New York Post's Scores

  • Movies
  • TV
For 8,343 reviews, this publication has graded:
  • 44% higher than the average critic
  • 2% same as the average critic
  • 54% lower than the average critic
On average, this publication grades 8.3 points lower than other critics. (0-100 point scale)
Average Movie review score: 57
Highest review score: 100 Patriots Day
Lowest review score: 0 Zombie! vs. Mardi Gras
Score distribution:
8343 movie reviews
  1. S.W.A.T. boasts the kernel of a good idea - but it gets buried in the chaff of half-baked plot threads, partly realized characters and unstructured pandemonium.
  2. The story unfolds as slowly as does life in Cayeux. There's minimal dialogue and even less action.
  3. Disney's best comedy in years.
  4. Cocchio's film isn't as poetic as Gus Van Sant's hauntingly beautiful (far more expensive) "Elephant," but it has a power and immediacy that makes it much more worthwhile than "Home Room."
  5. The cast is amazing -- two of the lead actresses are first-timers.
  6. One part cabaret, one part travelogue, one part comic heist, one part romantic tearjerker -- and all pretty tedious.
  7. Lacking a solid narrative beyond the worsening marital crisis, this humor-flecked domestic drama ends up relying heavily on directorial tricks such as splashes of magic realism, giving it a self-satisfied air that quickly becomes grating.
  8. Some gut-busting moments, but for the most part the thrill is gone.
  9. The problem with Gigli is that it is an inept attempt to do Elmore Leonard by Martin Brest, a filmmaker whose coarse sensibility makes him catastrophically unqualified to the task.
  10. Phoenix gives an electric performance as amoral Army supply clerk Ray Elwood.
  11. Kids will get off on Bugs! and then go home and have nightmares. Adults who accompany them may have to fight off sleep before they get home.
  12. Long stretches of Mike Figgis' film are jaw-droppingly pretentious or painfully dull... Nevertheless, there are clever, funny, erotic and visually beautiful moments scattered throughout the film.
  13. There's also enough laconic humor, warming camaraderie and hopeful stabs at dignity to keep the story from assuming the glum gunmetal gray of its setting on the coast of northwestern Spain.
  14. Combined with the eyestrain produced by the cheap cardboard 3-D glasses, the resulting vertigo is decidedly unpleasant -- although having moon rocks and blobs of cream pie flying out from the screen is kinda cool in a retro way.
  15. Its faults -- banal dialogue, ludicrous and uninspired plotting, dull but vicious fight scenes -- make you realize just how much the summer action movie has declined in the last few years.
  16. A thrilling, beautifully crafted, fact-based horse story that's not merely the summer's finest movie, but may well be the one to catch come Academy Awards time.
  17. Roth goes to town with this juicy part, and seems to enjoy herself immensely in this merry farce, which runs out of gas toward the end due to an over-complicated plot.
  18. A summery confection crammed with fresh young talented faces that's hard not to love.
  19. An incomprehensible Bob Dylan vanity project that is not only nearly impossible to sit through, but embarrasses a long list of stars who lined up to work for scale opposite the legendary musician.
  20. Well-done documentary.
  21. Part urban thriller, part unorthodox love story, this well-acted portrayal of the shadowy realm occupied by London's illegal immigrants is buoyed by stinging social commentary and a surprising twist of intelligent humor.
  22. Garage Days is fun, but it would have been even more entertaining if Proyas had taken an unplugged approach.
  23. Under Jordan Susman's inept direction, these twentysomething airheads, angry about the proliferation of Starbucks outlets and other societal ills, all resemble nubile models.
  24. Director and co-writer Matteo Garrone infuses The Embalmer with a spooky eroticism. The film is dark, both in theme and visual composition.
  25. The sad truth is that TV series like "Dawson's Creek" do a better job with precocious teen dialogue.
  26. It's basically the longest (a butt-numbing 21/2 hours), the most expensive (a reportedly obscene $150 million), most vulgar and by far the stupidest episode of "Miami Vice" ever.
  27. It's not surprising that This Thing of Ours -- the title refers to the literal translation of La Cosa Nostra -- rings with authenticity and solid acting.
  28. The screen comes alive only at the end, when a frightening tornado destroys the seaside village.
  29. It's a chaste "Austin Powers," a less ridiculous "Casino Royale," a more subtle "Spy Hard" — in other words, yet another James Bond parody.
  30. There are more misses than hits among the myriad plot strands that make up the sweaty Spanish sex comedy KM.0.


> [WORK ORDER]:
Would you please copy all of the data exactly, skipping the images?

> [RECORDS FOR THIS EXERCISE]:
=-=-=-=-=
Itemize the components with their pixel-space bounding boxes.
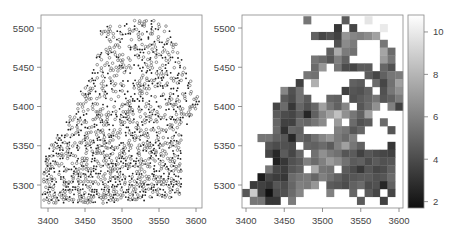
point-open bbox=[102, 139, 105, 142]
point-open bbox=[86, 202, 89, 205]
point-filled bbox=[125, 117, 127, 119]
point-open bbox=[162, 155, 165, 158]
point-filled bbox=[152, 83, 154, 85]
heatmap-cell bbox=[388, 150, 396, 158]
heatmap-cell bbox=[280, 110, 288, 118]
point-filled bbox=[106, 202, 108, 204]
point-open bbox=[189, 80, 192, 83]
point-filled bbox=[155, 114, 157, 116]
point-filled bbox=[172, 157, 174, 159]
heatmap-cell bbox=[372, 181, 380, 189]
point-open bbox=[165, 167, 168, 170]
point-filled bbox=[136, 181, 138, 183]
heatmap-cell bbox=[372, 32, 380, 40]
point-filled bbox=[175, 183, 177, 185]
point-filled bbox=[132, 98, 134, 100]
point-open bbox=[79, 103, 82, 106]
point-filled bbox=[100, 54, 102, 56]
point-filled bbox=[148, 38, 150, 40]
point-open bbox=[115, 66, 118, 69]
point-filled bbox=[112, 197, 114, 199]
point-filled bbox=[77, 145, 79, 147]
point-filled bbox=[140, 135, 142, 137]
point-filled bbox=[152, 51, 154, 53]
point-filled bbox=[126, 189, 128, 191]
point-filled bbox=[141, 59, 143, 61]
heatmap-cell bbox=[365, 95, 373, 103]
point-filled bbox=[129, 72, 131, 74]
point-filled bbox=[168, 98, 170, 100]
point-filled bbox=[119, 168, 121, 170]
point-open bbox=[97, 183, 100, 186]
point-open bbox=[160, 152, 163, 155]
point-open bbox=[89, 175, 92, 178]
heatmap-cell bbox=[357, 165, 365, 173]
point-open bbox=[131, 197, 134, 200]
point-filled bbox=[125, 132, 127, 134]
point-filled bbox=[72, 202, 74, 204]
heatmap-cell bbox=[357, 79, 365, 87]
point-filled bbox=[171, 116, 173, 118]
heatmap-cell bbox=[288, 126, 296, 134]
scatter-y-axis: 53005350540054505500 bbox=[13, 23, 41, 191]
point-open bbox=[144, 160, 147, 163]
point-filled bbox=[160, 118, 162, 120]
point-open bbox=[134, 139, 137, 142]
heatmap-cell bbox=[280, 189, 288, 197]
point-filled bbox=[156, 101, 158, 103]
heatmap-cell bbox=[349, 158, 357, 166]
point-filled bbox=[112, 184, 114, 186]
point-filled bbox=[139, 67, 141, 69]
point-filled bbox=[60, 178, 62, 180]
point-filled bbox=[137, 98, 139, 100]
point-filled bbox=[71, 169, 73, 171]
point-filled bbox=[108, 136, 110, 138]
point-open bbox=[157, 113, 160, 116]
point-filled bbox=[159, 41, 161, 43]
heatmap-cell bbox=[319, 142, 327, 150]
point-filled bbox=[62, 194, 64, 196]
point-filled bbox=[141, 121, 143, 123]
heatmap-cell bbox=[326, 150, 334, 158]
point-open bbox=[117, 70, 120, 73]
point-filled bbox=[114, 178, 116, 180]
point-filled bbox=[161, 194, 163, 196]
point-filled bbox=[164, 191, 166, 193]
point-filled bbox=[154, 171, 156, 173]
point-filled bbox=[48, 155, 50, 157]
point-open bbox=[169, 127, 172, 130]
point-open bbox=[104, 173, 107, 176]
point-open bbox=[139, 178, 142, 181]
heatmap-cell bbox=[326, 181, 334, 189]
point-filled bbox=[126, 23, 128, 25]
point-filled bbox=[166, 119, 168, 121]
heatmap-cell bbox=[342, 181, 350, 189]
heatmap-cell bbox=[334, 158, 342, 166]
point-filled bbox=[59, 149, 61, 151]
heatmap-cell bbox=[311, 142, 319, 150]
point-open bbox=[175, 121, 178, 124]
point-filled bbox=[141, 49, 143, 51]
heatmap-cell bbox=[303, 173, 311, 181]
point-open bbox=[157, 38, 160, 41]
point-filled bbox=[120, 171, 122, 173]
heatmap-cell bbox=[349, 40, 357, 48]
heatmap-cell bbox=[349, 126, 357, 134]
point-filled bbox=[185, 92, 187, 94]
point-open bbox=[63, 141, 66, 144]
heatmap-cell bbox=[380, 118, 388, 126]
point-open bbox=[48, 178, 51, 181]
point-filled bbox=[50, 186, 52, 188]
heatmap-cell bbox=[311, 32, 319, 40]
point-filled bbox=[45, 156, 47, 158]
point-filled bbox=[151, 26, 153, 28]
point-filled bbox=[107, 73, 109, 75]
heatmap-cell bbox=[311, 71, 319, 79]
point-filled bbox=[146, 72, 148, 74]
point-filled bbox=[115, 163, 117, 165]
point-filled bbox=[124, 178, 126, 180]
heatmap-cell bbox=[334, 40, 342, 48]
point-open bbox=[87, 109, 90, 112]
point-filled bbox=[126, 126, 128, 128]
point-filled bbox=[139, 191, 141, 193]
=-=-=-=-=
> [OUTPUT BELOW]:
Itemize the components with their pixel-space bounding boxes.
point-open bbox=[102, 139, 105, 142]
point-open bbox=[86, 202, 89, 205]
point-filled bbox=[125, 117, 127, 119]
point-open bbox=[162, 155, 165, 158]
point-filled bbox=[152, 83, 154, 85]
heatmap-cell bbox=[388, 150, 396, 158]
heatmap-cell bbox=[280, 110, 288, 118]
point-filled bbox=[106, 202, 108, 204]
point-open bbox=[189, 80, 192, 83]
point-filled bbox=[155, 114, 157, 116]
point-filled bbox=[172, 157, 174, 159]
heatmap-cell bbox=[372, 181, 380, 189]
point-open bbox=[165, 167, 168, 170]
point-filled bbox=[136, 181, 138, 183]
heatmap-cell bbox=[372, 32, 380, 40]
point-filled bbox=[175, 183, 177, 185]
point-filled bbox=[132, 98, 134, 100]
point-open bbox=[79, 103, 82, 106]
point-filled bbox=[100, 54, 102, 56]
point-filled bbox=[148, 38, 150, 40]
point-open bbox=[115, 66, 118, 69]
point-filled bbox=[112, 197, 114, 199]
point-filled bbox=[77, 145, 79, 147]
point-filled bbox=[140, 135, 142, 137]
point-filled bbox=[152, 51, 154, 53]
point-filled bbox=[126, 189, 128, 191]
point-filled bbox=[141, 59, 143, 61]
heatmap-cell bbox=[365, 95, 373, 103]
point-filled bbox=[129, 72, 131, 74]
point-filled bbox=[168, 98, 170, 100]
point-filled bbox=[119, 168, 121, 170]
point-open bbox=[97, 183, 100, 186]
point-open bbox=[160, 152, 163, 155]
point-open bbox=[89, 175, 92, 178]
heatmap-cell bbox=[357, 165, 365, 173]
point-open bbox=[131, 197, 134, 200]
point-filled bbox=[125, 132, 127, 134]
point-filled bbox=[72, 202, 74, 204]
heatmap-cell bbox=[357, 79, 365, 87]
point-filled bbox=[171, 116, 173, 118]
heatmap-cell bbox=[288, 126, 296, 134]
scatter-y-axis: 53005350540054505500 bbox=[13, 23, 41, 191]
point-open bbox=[144, 160, 147, 163]
point-filled bbox=[160, 118, 162, 120]
point-open bbox=[134, 139, 137, 142]
heatmap-cell bbox=[280, 189, 288, 197]
point-filled bbox=[156, 101, 158, 103]
heatmap-cell bbox=[349, 158, 357, 166]
point-filled bbox=[112, 184, 114, 186]
point-filled bbox=[139, 67, 141, 69]
point-filled bbox=[60, 178, 62, 180]
point-filled bbox=[137, 98, 139, 100]
point-filled bbox=[71, 169, 73, 171]
point-filled bbox=[108, 136, 110, 138]
point-open bbox=[157, 113, 160, 116]
point-filled bbox=[159, 41, 161, 43]
heatmap-cell bbox=[319, 142, 327, 150]
point-filled bbox=[62, 194, 64, 196]
point-filled bbox=[141, 121, 143, 123]
heatmap-cell bbox=[326, 150, 334, 158]
point-open bbox=[117, 70, 120, 73]
point-filled bbox=[114, 178, 116, 180]
point-filled bbox=[161, 194, 163, 196]
point-filled bbox=[164, 191, 166, 193]
point-filled bbox=[154, 171, 156, 173]
point-filled bbox=[48, 155, 50, 157]
point-open bbox=[169, 127, 172, 130]
point-open bbox=[104, 173, 107, 176]
point-open bbox=[139, 178, 142, 181]
heatmap-cell bbox=[326, 181, 334, 189]
point-filled bbox=[126, 23, 128, 25]
point-filled bbox=[166, 119, 168, 121]
heatmap-cell bbox=[342, 181, 350, 189]
heatmap-cell bbox=[334, 158, 342, 166]
point-filled bbox=[59, 149, 61, 151]
heatmap-cell bbox=[311, 142, 319, 150]
point-open bbox=[175, 121, 178, 124]
point-filled bbox=[141, 49, 143, 51]
heatmap-cell bbox=[303, 173, 311, 181]
point-open bbox=[157, 38, 160, 41]
point-filled bbox=[120, 171, 122, 173]
heatmap-cell bbox=[349, 40, 357, 48]
heatmap-cell bbox=[349, 126, 357, 134]
point-filled bbox=[185, 92, 187, 94]
point-open bbox=[63, 141, 66, 144]
heatmap-cell bbox=[380, 118, 388, 126]
point-open bbox=[48, 178, 51, 181]
point-filled bbox=[50, 186, 52, 188]
heatmap-cell bbox=[311, 32, 319, 40]
point-filled bbox=[45, 156, 47, 158]
point-filled bbox=[151, 26, 153, 28]
point-filled bbox=[107, 73, 109, 75]
heatmap-cell bbox=[311, 71, 319, 79]
point-filled bbox=[146, 72, 148, 74]
point-filled bbox=[115, 163, 117, 165]
point-filled bbox=[124, 178, 126, 180]
heatmap-cell bbox=[334, 40, 342, 48]
point-open bbox=[87, 109, 90, 112]
point-filled bbox=[126, 126, 128, 128]
point-filled bbox=[139, 191, 141, 193]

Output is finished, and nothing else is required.